Some members of the Jewish community expressed skepticism and even a sense of alienation toward the newspapers that apparently operate in their name. Talking to The Report, Jewish community activist Ronit Braunstein refers to the “Allgemeine,” as a place “where non-Jews write about Jews for other non-Jews.” A Soviet émigré from Vinnitza, Ukraine, who works as a doctor in the Berlin provinces, Lev Krasinksy, tells The Report that he feels a lack of confidence in the accountability of the paper, stating that “I wanted to write a letter to the paper about how there are no Jewish doctors at the Jewish hospital in Berlin, but then I realized they probably wouldn’t print it, because hardly any of them are Jews either.”
While many point out that there are not enough willing and active Jewish journalistic personnel in Germany to staff two Jewish newspapers, the existence of the papers does further contribute to the impression of a healthy rebirth of a Jewish presence in Germany, a notion contested by some Jews. “The exaggerated presence of the Jewish community is used as political capital by successive German governments regardless of political affiliation… they use it as a form of self-justification,” comments Alexander Brenner, one-time head of the Berlin Jewish Community, the country’s largest with 12,000 official members.
Brenner, who escaped with his family to the Soviet Union from Poland on the eve of the Holocaust, was resolute about there not being a revival of Jewry here. “There is no more German or Polish Jewry and nor will there be,” he tells The Report.
The vast majority of Jews in Germany, over 80 percent, are recent migrants from the former Soviet Union. There are also a good number of Israelis living in Germany – by some accounts over 5,000 in Berlin alone – but these Israelis have not established a pattern of joining official communities.
The question that confronts individual communities is: how is a previously existing minority supposed to integrate a recently arrived majority? The Jews in Germany before the fall of the Soviet Union were largely Polish Holocaust survivors who look with skepticism upon the “Russian invasion.” One can often hear the comment that the new Jewish Community Centers are more like Russian culture clubs for chess playing. Without this infusion, many predicted the Jewish community in Germany would have died out as the younger generation continues to emigrate abroad, especially to Israel. Neither group seems particularly interested in the pre-war Jewish tradition of close ties to German culture.
However, due to German needs, both groups of Jews have assumed a level of “virtual” importance all out of proportion to their strength in numbers. Jews are brought into mainstream media outlets to “perform Purim,” like a minstrel show, and several cities sponsor Jewish street fairs, which Broder, the writer, denounces as “calculated klezmer-falafel nonsense designed to shore up their reputation.”
This so-called renaissance of Judaism or revival of Jewish life in Germany is often dismissed as unsinn (nonsense) or just “wishful thinking.” For Broder, “this is a mutual misunderstanding, a con cooperation, and a great screwball comedy.” “Germans still cannot believe they have been rehabilitated, and while the Jews are firmly anchored in history, Germans are still searching for their identity,” Broder adds.
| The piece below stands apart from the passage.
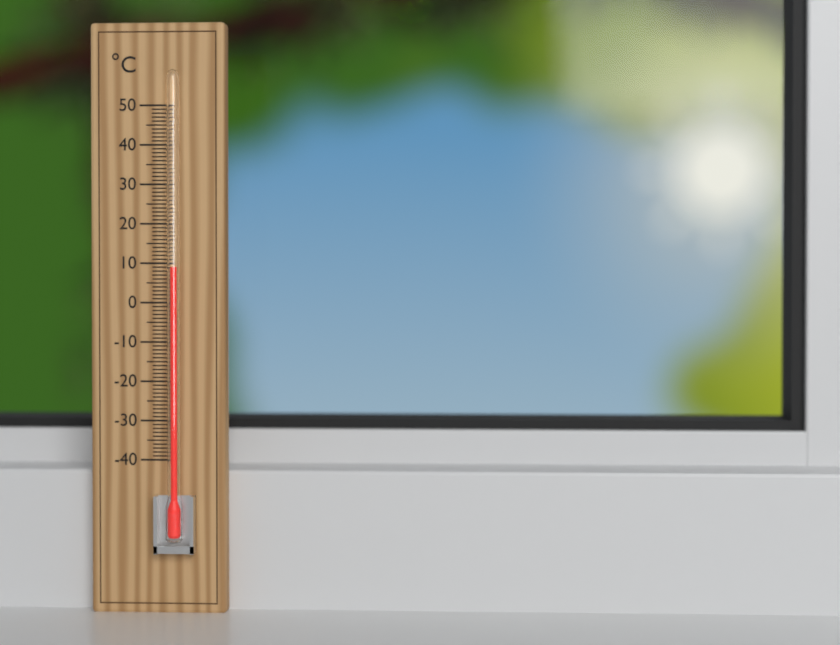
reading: 9 °C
For Reininghaus, blurring the lines between German and Jew helps alleviate the historical burden created by the Holocaust.
He sees this in effect in Germans who are active in Jewish institutions such as museums, archives, and, of course, newspapers. Jewish media becomes in effect a shelter bunker from historical responsibility.
Germany was once home to more than one media empire carried steadily through the generations by Jewish families. The one-time national paper of record, the “Berliner Tageblatt,” was owned and published by the Mosse family. Yet those days are long gone and instead Germany now has to contend with Jewish newspapers staffed largely by non-Jews.”
Broder concludes, apparently only partly in jest, “Germans want to prove they are the better Jews.”